Search results
Results From The WOW.Com Content Network
Marion is a home rule-class city [4] in Crittenden County, Kentucky, in the United States. It is the seat of its county. [5] As of the 2010 census, the city population was 3,039. [6] The farm communities surrounding Marion are home to a large Amish population. The Marion-Crittenden County Airport is located west of the city.
According to Albrecht Powell, the Pennsylvania Amish has not always been the largest group of U.S. Amish as is commonly thought. The Amish population in the U.S. numbers more than 390,000 and is growing rapidly (around 3-4% per year), due to large family size (seven children on average) and a church-member retention rate of approximately 80%."

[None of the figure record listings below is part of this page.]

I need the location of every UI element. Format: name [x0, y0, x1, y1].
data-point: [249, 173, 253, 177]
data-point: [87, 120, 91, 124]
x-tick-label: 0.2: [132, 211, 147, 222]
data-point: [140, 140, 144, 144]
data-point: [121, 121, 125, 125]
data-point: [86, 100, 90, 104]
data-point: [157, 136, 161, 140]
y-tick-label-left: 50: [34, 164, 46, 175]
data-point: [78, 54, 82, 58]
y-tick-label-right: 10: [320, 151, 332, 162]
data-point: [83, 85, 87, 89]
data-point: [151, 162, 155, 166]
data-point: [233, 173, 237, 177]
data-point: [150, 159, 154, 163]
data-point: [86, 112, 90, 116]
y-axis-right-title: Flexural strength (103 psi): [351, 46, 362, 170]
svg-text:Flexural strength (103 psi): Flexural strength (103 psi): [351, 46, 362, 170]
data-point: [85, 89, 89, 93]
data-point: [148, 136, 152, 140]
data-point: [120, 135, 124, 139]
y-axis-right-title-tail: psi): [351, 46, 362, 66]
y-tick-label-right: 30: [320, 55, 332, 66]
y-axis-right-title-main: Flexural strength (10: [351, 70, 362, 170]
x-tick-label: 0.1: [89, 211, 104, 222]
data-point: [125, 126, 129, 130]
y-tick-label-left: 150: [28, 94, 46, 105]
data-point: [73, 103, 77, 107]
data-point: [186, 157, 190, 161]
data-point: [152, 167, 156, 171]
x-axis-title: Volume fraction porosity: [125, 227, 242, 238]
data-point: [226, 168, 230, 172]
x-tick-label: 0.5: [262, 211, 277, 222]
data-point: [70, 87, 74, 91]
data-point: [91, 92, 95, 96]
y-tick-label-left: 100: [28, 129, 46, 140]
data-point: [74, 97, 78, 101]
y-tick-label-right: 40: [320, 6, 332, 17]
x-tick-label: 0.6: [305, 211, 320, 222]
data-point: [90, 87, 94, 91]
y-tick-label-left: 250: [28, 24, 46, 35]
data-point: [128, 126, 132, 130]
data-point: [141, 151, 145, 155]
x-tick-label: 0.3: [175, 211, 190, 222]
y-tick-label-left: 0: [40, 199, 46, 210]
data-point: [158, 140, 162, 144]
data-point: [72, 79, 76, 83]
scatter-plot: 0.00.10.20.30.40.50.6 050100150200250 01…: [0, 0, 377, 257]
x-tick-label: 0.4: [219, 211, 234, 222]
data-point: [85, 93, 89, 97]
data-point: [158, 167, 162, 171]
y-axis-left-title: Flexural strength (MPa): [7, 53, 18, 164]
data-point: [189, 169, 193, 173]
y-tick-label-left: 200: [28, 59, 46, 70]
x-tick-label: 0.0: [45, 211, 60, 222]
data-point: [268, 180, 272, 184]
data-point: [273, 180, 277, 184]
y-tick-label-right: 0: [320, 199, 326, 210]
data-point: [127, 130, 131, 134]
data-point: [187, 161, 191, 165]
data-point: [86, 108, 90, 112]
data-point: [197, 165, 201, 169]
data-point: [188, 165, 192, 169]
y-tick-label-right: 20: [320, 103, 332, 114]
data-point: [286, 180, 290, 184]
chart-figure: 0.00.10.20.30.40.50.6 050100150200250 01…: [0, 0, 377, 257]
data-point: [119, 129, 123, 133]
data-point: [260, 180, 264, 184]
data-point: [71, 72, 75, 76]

It is intended to be a complete list of the properties on the National Register of Historic Places in Marion County, Kentucky, United States. The locations of National Register properties for which the latitude and longitude coordinates are included below, may be seen in a map. [1] There are 12 properties listed on the National Register in the ...
Loretto is located in northwestern Marion County at (37.635576, -85.386601 According to the United States Census Bureau, the city has a total area of 3.2 square miles (8.3 km 2), of which 0.03 square miles (0.08 km 2), or 1.02%, are water. [1]
Marion County is a county in the U.S. state of Kentucky.As of the 2020 census, the total population was 19,581. [1] Its county seat is Lebanon. [2] The county was founded in 1834 and named for Francis Marion, the American Revolutionary War hero known as the "Swamp Fox".
Crittenden County, located on the Ohio and Tradewater Rivers in the Pennyroyal region of Kentucky, was created by the state legislature on April 1, 1842, from a portion of Livingston County. It became the state's 91st county, and was named for John J. Crittenden, a U.S. senator, attorney general, and governor of Kentucky. The first county seat ...
Get AOL Mail for FREE! Manage your email like never before with travel, photo & document views. Personalize your inbox with themes & tabs. You've Got Mail!
It has ties to the Geauga Amish settlement in Ohio, from where many of the Hart County Amish came. It is the fastest-growing Amish settlement in America and had 14 church districts and a total population of about 1,800 as of 2013. [7] [8] According to ARDA,in 2020,the Amish population was 2,486 or 12.9% of the total population.